Noting the major cultural and economic dimensions involved, the researchers acknowledged that while a complete shift from animal to plant-based diets may not be feasible, even a partial shift would benefit food security. Quantifying the impact of various strategies, they found that a shift from crop-intensive beef to pork and chicken could feed an additional 357 million people, and a shift to nonmeat diets that include eggs and milk could feed an additional 815 million people.
The researchers emphasized that they are not making diet prescriptions or recommendations, just pointing out opportunities for gains in food production. They noted that humans can completely meet protein needs with plant-based diets, but that crop systems would need to shift (e.g., toward more production of protein-rich legumes) to meet human dietary needs.

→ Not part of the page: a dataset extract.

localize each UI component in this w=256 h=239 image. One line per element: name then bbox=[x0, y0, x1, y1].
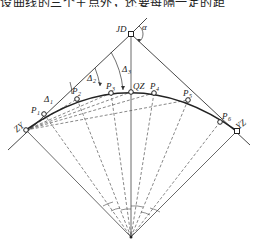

"The good news is that we already produce enough calories to feed a few billion more people," Cassidy says. "As our planet gets more crowded or we experience disasters like droughts and pests, we can find ways of using existing croplands more efficiently."

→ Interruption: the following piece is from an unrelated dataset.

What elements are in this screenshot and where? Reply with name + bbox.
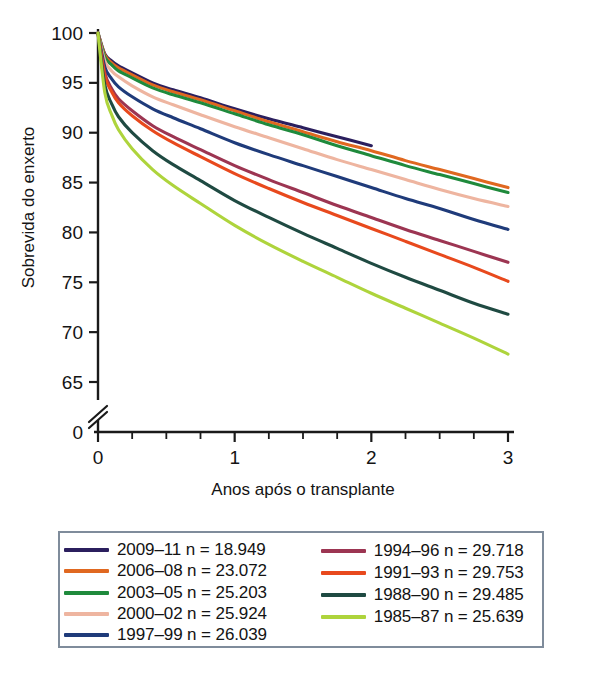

People are drawn to vegetarianism by all sorts of motives. Some of us want to live longer, healthier lives or do our part to reduce pollution. Others have made the switch because we want to preserve Earth’’s natural resources or because we’’ve always loved animals and are ethically opposed to eating them. Thanks to an abundance of scientific research that demonstrates the health and environmental benefits of a plant-based diet, even the federal government recommends that we consume most of our calories from grain products, vegetables and fruits. And no wonder: An estimated 70 percent of all diseases, including one-third of all cancers, are related to diet. A vegetarian diet reduces the risk for chronic degenerative diseases such as obesity, coronary artery disease, high blood pressure, diabetes and certain types of cancer including colon, breast, prostate, stomach, lung and esophageal cancer.
Heres a few reasons to chew on:
You’ll keep your weight down. The standard American diet high in saturated fats and processed foods and low in plant-based foods and complex carbohydrates is making us fat and killing us slowly. According to the Centers for Disease Control and Prevention (CDC) and a division of the CDC, the National Center for Health Statistics, 64 percent of adults and 15 percent of children aged 6 to 19 are overweight and are at risk of weight-related ailments including heart disease, stroke and diabetes. A study conducted from 1986 to 1992 by Dean Ornish, MD, president and director of the Preventive Medicine Research Institute in Sausalito, California, found that overweight people who followed a low-fat, vegetarian diet lost an average of 24 pounds in the first year and kept off that weight 5 years later. They lost the weight without counting calories or carbs and without measuring portions or feeling hungry.
You’ll live longer. If you switch from the standard American diet to a vegetarian diet, you can add about 13 healthy years to your life, says Michael F. Roizen, MD, author of The RealAge Diet: Make Yourself Younger with What You Eat. ”People who consume saturated, four-legged fat have a shorter life span and more disability at the end of their lives. Animal products clog your arteries, zap your energy and slow down your immune system. Meat eaters also experience accelerated cognitive and sexual dysfunction at a younger age.”
Want more proof of longevity? Residents of Okinawa, Japan, have the longest life expectancy of any Japanese and likely the longest life expectancy of anyone in the world, according to a 30-year study of more than 600 Okinawan centenarians. Their secret: a low-calorie diet of unrefined complex carbohydrates, fiber-rich fruits and vegetables, and soy.